Sometimes, they want to discuss how the police are failing and how they can be more effective. We need to listen to them before we argue.
Field interview cards attentively filled out also give analysts more data to process. An officer I worked with would arrest on every arrestable offense. “We can’t solve these cases unless we get their prints in the system,” and at that time hundreds of crimes by dozens of offenders were solved via that very method. Most importantly, very serious crimes, murders, attempted murders and rapes, were solved by gathering the data from other crimes and having the suspect identified. Can you imagine having latent prints from a murder and not getting a hit in AFIS until someone is arrested for being in the park too late? It used to happen every day but the more police scale back on engagement, the more these cases will remain unsolved. The City of St. Louis recently revealed that they have more than 1,000 unsolved murders from the last decade.

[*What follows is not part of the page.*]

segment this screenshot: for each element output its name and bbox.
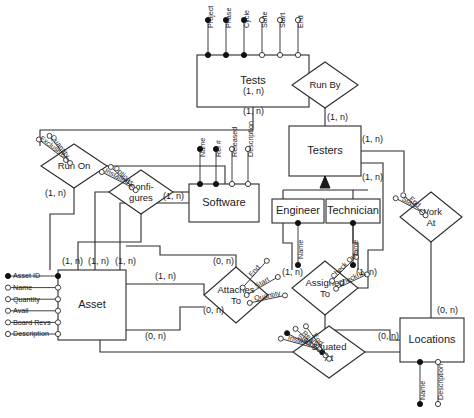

Prior to Automated License Plate Readers (ALPRs) and Real-Time Crime Centers (RTCCs), the popular philosophy was Intelligence Led Policing (ILP), a term that befuddled many administrators. While it had merits, it was based on two assumptions: an increase of data and information to analysts and an increase in analysts to process this information into actionable intelligence. This coincided with the data drought from scaling back on property calls and evidence collection. Political forces between 2009 and 2021 are also correlated with a steep decrease of field interview cards as there were fewer and fewer field contacts.

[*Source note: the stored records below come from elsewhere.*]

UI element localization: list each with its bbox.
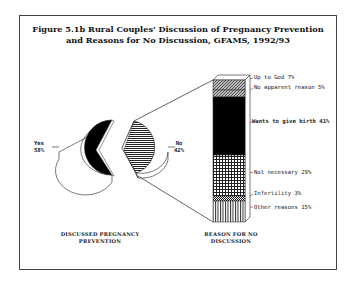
stacked-bar [213,75,250,222]
segment-infertility [213,196,245,201]
connector-bottom [138,176,213,222]
pie-caption-line-2: PREVENTION [50,238,150,245]
bar-caption: REASON FOR NO DISCUSSION [199,231,263,244]
yes-label: Yes [34,140,44,147]
bar-label-other-reasons: Other reasons 15% [254,204,311,211]
bar-label-infertility: Infertility 3% [254,190,301,197]
pie-slice-no [122,121,168,178]
pie-label-yes: Yes 58% [34,140,44,154]
bar-caption-line-1: REASON FOR NO [199,231,263,238]
segment-other-reasons [213,201,245,222]
segment-not-necessary [213,155,245,196]
bar-leader-lines [250,78,253,207]
pie-slice-yes [55,120,114,195]
bar-label-no-apparent-reason: No apparent reason 5% [254,84,325,91]
bar-caption-line-2: DISCUSSION [199,238,263,245]
bar-label-wants-to-give-birth: Wants to give birth 41% [252,118,329,125]
yes-value: 58% [34,147,44,154]
no-label: No [174,140,184,147]
pie-label-no: No 42% [174,140,184,154]
no-value: 42% [174,147,184,154]
pie-caption-line-1: DISCUSSED PREGNANCY [50,231,150,238]
connector-top [134,80,213,121]
bar-label-up-to-god: Up to God 7% [254,74,294,81]
bar-label-not-necessary: Not necessary 29% [254,169,311,176]
segment-wants-to-give-birth [213,97,245,155]
segment-up-to-god [213,80,245,90]
pie-caption: DISCUSSED PREGNANCY PREVENTION [50,231,150,244]
segment-no-apparent-reason [213,90,245,97]
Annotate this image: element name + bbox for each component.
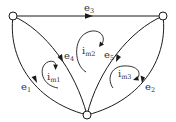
node-bottom [83, 111, 91, 119]
arrow-im1-icon [53, 65, 58, 71]
label-e2: e2 [145, 81, 155, 94]
label-im2: im2 [82, 45, 96, 58]
label-im1: im1 [47, 71, 61, 84]
label-e3: e3 [84, 2, 94, 15]
label-im3: im3 [118, 68, 132, 81]
label-e1: e1 [21, 81, 31, 94]
circuit-graph: e3 e1 e4 e5 e2 im1 im2 im3 [0, 0, 176, 122]
node-top-right [159, 12, 167, 20]
label-e5: e5 [104, 49, 114, 62]
edge-e4 [13, 16, 87, 115]
node-top-left [9, 12, 17, 20]
label-e4: e4 [64, 50, 74, 63]
arrow-e5-icon [116, 54, 121, 62]
edge-e1 [12, 16, 87, 115]
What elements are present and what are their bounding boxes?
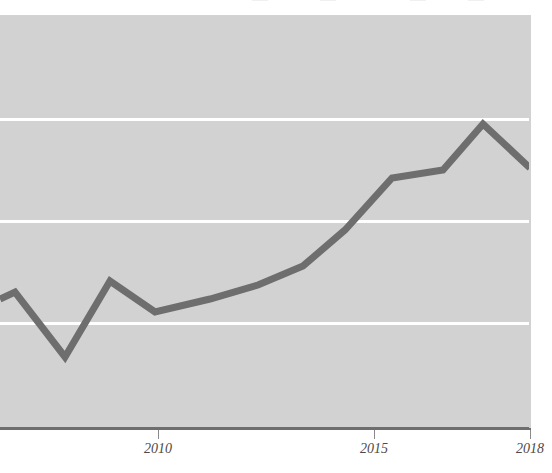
- legend-swatch-1: [320, 0, 336, 1]
- x-tick-2010: [158, 430, 159, 439]
- legend-swatch-3: [468, 0, 484, 1]
- series-line-1: [0, 124, 530, 357]
- legend-swatch-0: [252, 0, 268, 1]
- x-tick-label-2015: 2015: [360, 441, 388, 457]
- chart-legend: [0, 0, 552, 6]
- x-tick-label-2018: 2018: [516, 441, 544, 457]
- series-line-group: [0, 15, 531, 428]
- x-tick-2018: [530, 430, 531, 439]
- x-tick-2015: [374, 430, 375, 439]
- legend-swatch-2: [410, 0, 426, 1]
- line-chart-figure: 201020152018: [0, 0, 552, 473]
- x-tick-label-2010: 2010: [144, 441, 172, 457]
- plot-area: [0, 15, 531, 428]
- plot-right-edge: [529, 15, 531, 428]
- x-axis-line: [0, 427, 531, 430]
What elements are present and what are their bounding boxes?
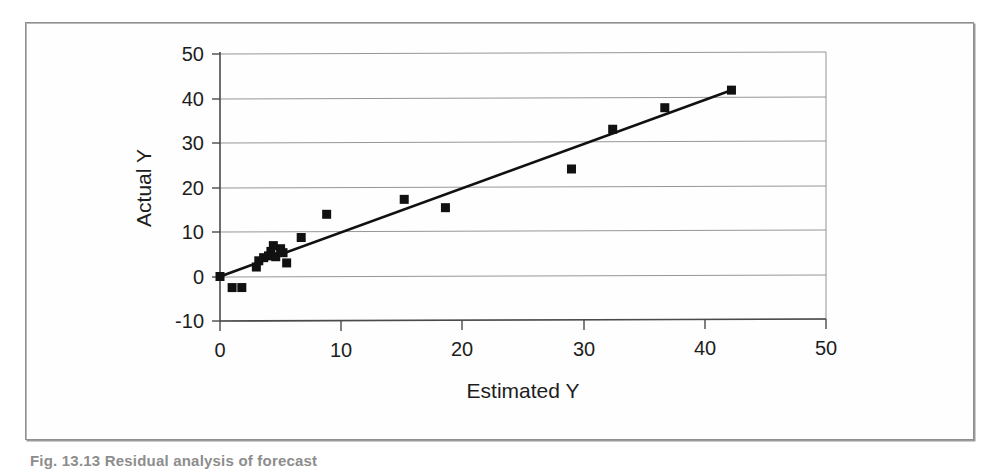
gridline-50 [220, 52, 826, 54]
data-point-marker [400, 195, 409, 204]
gridline-20 [220, 186, 826, 188]
scatter-chart: 50 40 30 20 10 0 -10 0 10 20 30 40 50 Ac… [26, 23, 973, 439]
gridline-0 [220, 275, 826, 277]
data-point-marker [322, 210, 331, 219]
x-tick-label-20: 20 [451, 338, 473, 360]
y-tick-label--10: -10 [175, 310, 204, 332]
x-tick-label-40: 40 [694, 337, 716, 359]
data-point-marker [228, 283, 237, 292]
data-point-marker [297, 233, 306, 242]
data-point-marker [282, 258, 291, 267]
y-axis-title: Actual Y [132, 149, 155, 227]
data-point-marker [441, 203, 450, 212]
data-series-layer [216, 86, 736, 292]
data-point-marker [279, 248, 288, 257]
x-tick-labels: 0 10 20 30 40 50 [214, 337, 837, 361]
figure-caption: Fig. 13.13 Residual analysis of forecast [30, 452, 930, 469]
x-axis-title: Estimated Y [467, 379, 580, 402]
y-tick-label-50: 50 [182, 43, 204, 65]
data-point-marker [237, 283, 246, 292]
data-point-marker [216, 272, 225, 281]
y-tick-label-10: 10 [182, 221, 204, 243]
data-point-marker [567, 164, 576, 173]
gridline-40 [220, 97, 826, 99]
x-tick-label-0: 0 [214, 339, 225, 361]
y-tick-label-40: 40 [182, 88, 204, 110]
gridline-10 [220, 230, 826, 232]
y-tick-label-30: 30 [182, 132, 204, 154]
data-point-marker [660, 103, 669, 112]
gridline-30 [220, 141, 826, 143]
figure-frame: 50 40 30 20 10 0 -10 0 10 20 30 40 50 Ac… [25, 22, 974, 440]
regression-fit-line [220, 90, 731, 276]
x-tick-label-50: 50 [815, 337, 837, 359]
data-point-marker [727, 86, 736, 95]
data-point-marker [608, 125, 617, 134]
x-tick-label-10: 10 [330, 339, 352, 361]
plot-area: 50 40 30 20 10 0 -10 0 10 20 30 40 50 Ac… [26, 23, 973, 439]
y-tick-label-0: 0 [193, 266, 204, 288]
y-tick-label-20: 20 [182, 177, 204, 199]
x-tick-label-30: 30 [573, 338, 595, 360]
y-tick-labels: 50 40 30 20 10 0 -10 [175, 43, 204, 332]
x-axis [220, 319, 826, 321]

Responding to calls gives officers an opportunity to have a legitimate presence in the neighborhood and a reason to be on a first name basis with citizens. The value of that cannot be overstated. The irony is that instead of filling an already crowded coffee shop parking lot with police cars (because we all have to take our own cars – just in case) law enforcement officers could be ‘having those honest conversations’ in citizens own homes and addressing the most important issue to citizens: crime and the fear of crime.
Please keep all of our officers in your prayers, especially the law enforcement officers and their families in Lafayette, Louisiana.

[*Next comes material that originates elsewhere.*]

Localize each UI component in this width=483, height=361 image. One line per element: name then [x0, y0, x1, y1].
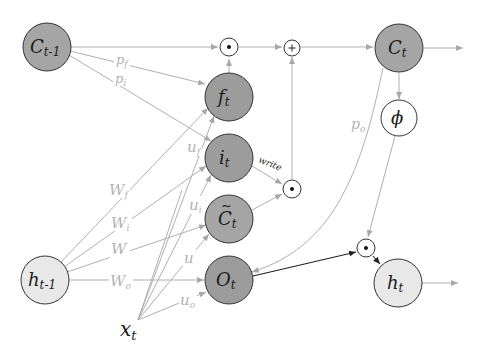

Roland Clee served a major Florida police department as a Community Service Officer for more than 26 years. His career included uniformed patrol, training, media relations, intelligence, criminal investigations, and chief’s staff. He writes the American Peace Officer newsletter, speaks at public safety, recruiting and leadership conferences and helps local governments and public safety agencies through his business, CommandStaffConsulting.com. His work is frequently featured on LawOfficer.com, the only law enforcement owned major media presence in the public safety realm.
References:
https://www.governing.com/urban/why-its-confusing-to-know-whether-crimes-really-up-or-down
https://www.wdsu.com/article/lafayette-police-officer-killed-hostage-situation/61708405
Absolutely spot on! We just had a Commander tell us he was done with the coffee with a cop programs that were not helping people in communities anymore. I’m starting to see a subtle shift back to the basics! Thank you, brother, for continuing to espouse truth!
Whats this? Respond to calls for service? What? As a profession we have all but abandoned our oath and mission, to serve and protect. Can't do either if we don't interact. Engage the community by doing your job. Roland Clee does it again with a common sense approach taking what works and encouraging its implementation!